I really do not want to become the “what were Charlie Hebdo thinking?” blogger when outrage emerges on social media about one of their cartoons. I will always be Je Suis Charlie because no one should be murdered for drawing a cartoon. This general convention of how civil society in a free country should work, bears no reflection on how you may view the said cartoon. It is a nonsense asking if you are still against the killing of cartoonists for drawing a cartoon, when asked “are you still Je Suis Charlie?” Yet nonsense, like misunderstanding, is everywhere.
It helps though to appreciate the style of satire being portrayed. Outrage is best informed, rather than a demonstration you do not understand something. So let me set the scene for the first of two cartoons by Charlie Hebdo that have everyone racing to condemn them.
Too many in Europe say we are full. This is increasingly including mainstream politicians. The refugees rather than fleeing ISIS, and the squalor where they may have first taken refuge, are after the good life in the west. That is the perceived goal as seen by the anti-immigration brigade against refugees fleeing war and oppression.
It is that attitude which Charlie Hebdo are lampooning here:
When Aylan’s dead body washed up on the Turkish shore, the photograph shook the world. The caption reads “so close to his goal” with the advert for fast food aimed at children offering a 2 for 1 offer. The cartoon is ridiculing both the idea a child is selfishly trying to achieve a “goal”, as it is the commercialisation of childhood which cheapens life, like smugglers on an unseaworthy vessel do. Children all over the world are human beings first, second, and third. There is also quite possibly a back story too regarding McDonald’s, as in France recently their staff were told not to give food to “tramps.”
The other cartoon shows a Christian boasting he can walk on water (as Christ “did”) but look Muslim children cannot. It is mocking the supposed superiority Christian racists use in their self-proclaimed righteousness over Muslims. Let us be clear – Charlie Hebdo is against all religious hatred on this score. Let alone the racism of the far right.
By all means decide using Aylan to make these points is distasteful. As I am sure you did the photograph of him which caused political leaders to do PR face saving exercises across Europe. Maybe we can all forget that our elected representatives were not doing enough to help alleviate the refugee crisis. That we, the electorate they answer to, were sending the message that we rather they did not do too much.
A photograph can change views. Cartoons can also provoke a reaction. Your response should be anger at the attitudes that Charlie Hebdo is mocking here. Instead though, cartoons challenging the vile reasoning of too many xenophobic morons have caused outrage.
That outrage is better served at our failure to fight fascism and tyranny, and failing to welcome refugees before a photograph of a dead child washed up on a beach. We cannot bring him back, and I can appreciate many seeing the cartoons with misleading captions, as a betrayal of his memory.
You can still find the cartoons distasteful. But at least understand what they are critiquing.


An exact reproduction of the records is required, with all images left out.

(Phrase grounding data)
━━━━━━

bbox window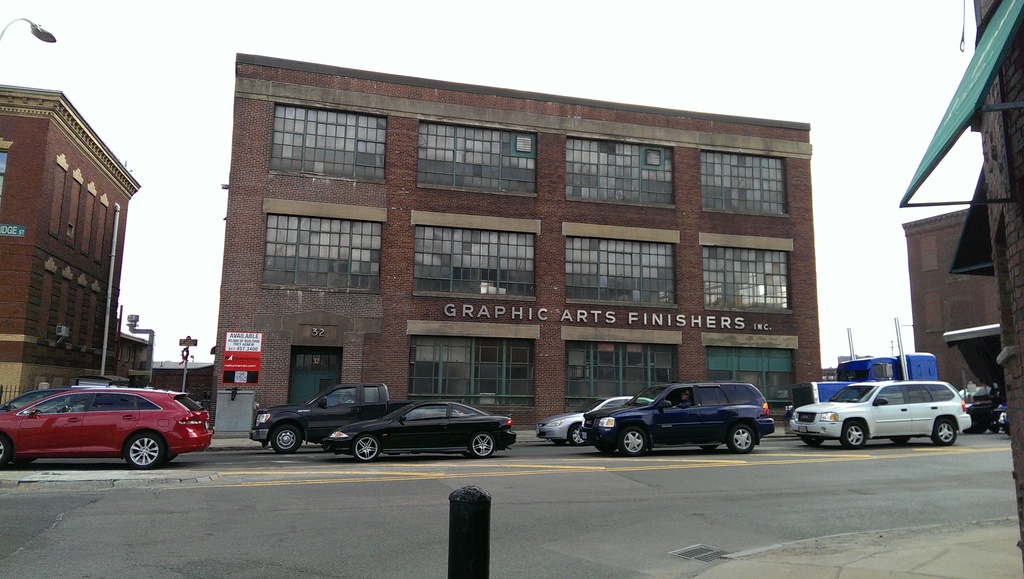
crop(268, 213, 383, 298)
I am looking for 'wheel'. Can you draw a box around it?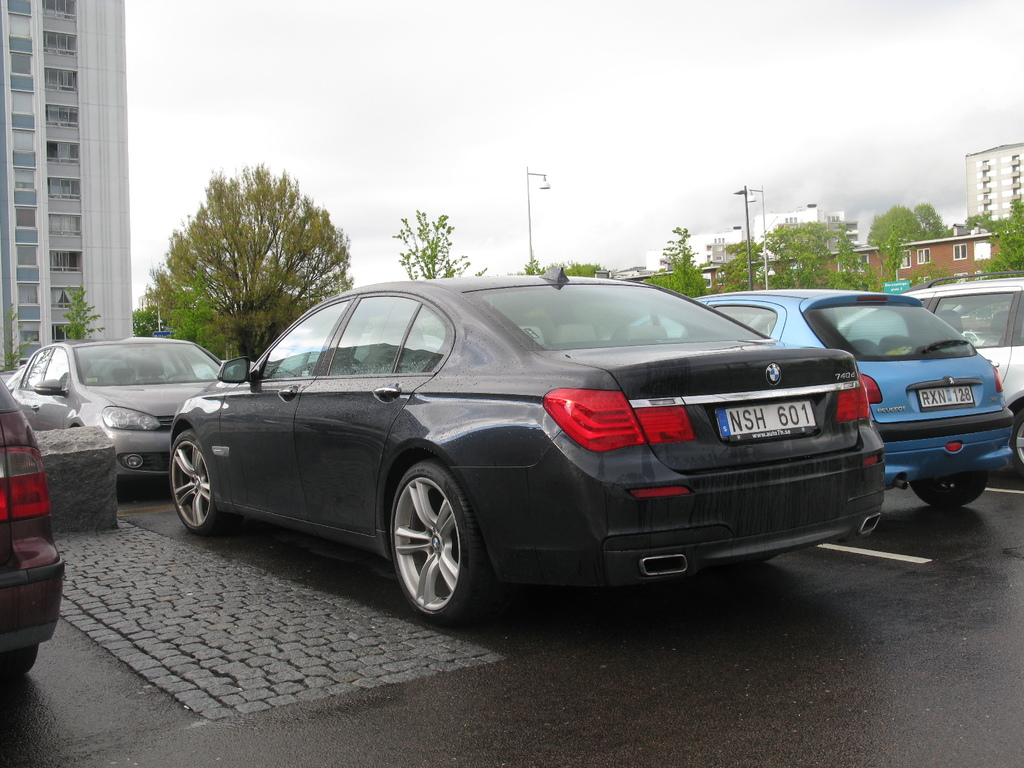
Sure, the bounding box is detection(170, 433, 242, 536).
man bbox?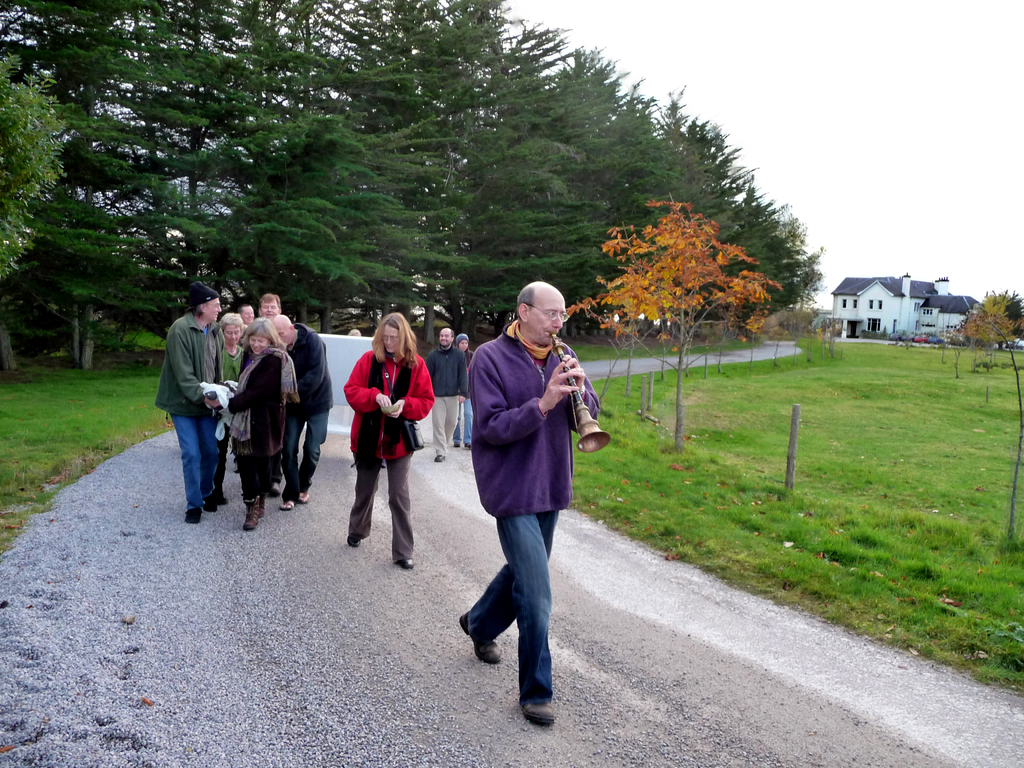
[x1=154, y1=281, x2=225, y2=527]
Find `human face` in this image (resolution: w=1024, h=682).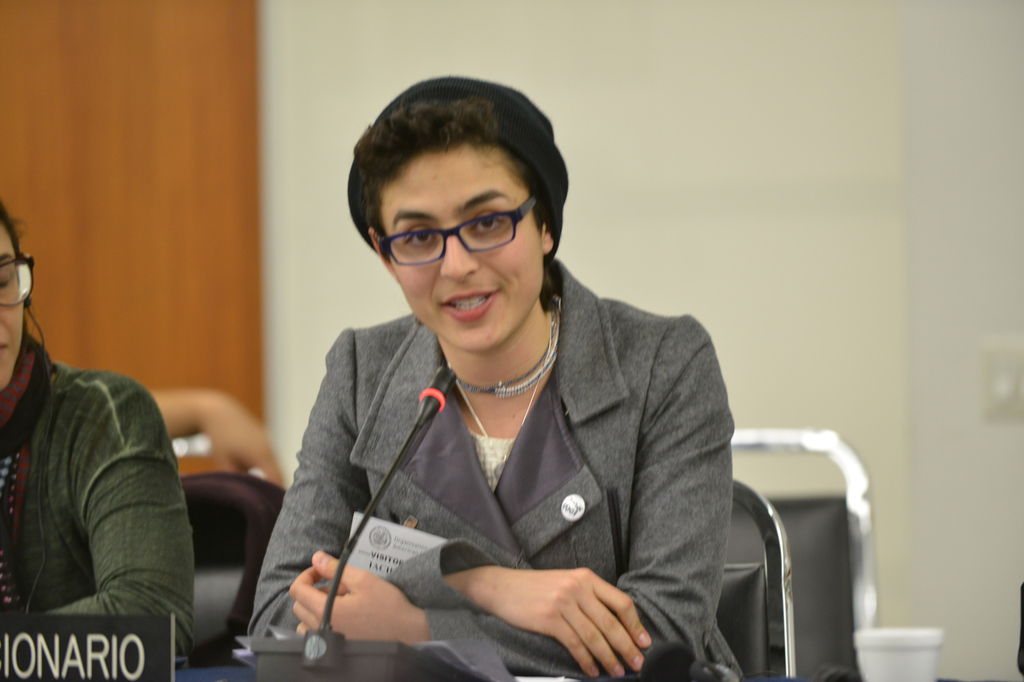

━━━━━━

» Exercise response:
bbox window
crop(268, 213, 383, 298)
I am looking for 'wheel'. Can you draw a box around it?
Sure, the bounding box is detection(170, 433, 242, 536).
man bbox?
[x1=154, y1=281, x2=225, y2=527]
Find `human face` in this image (resolution: w=1024, h=682).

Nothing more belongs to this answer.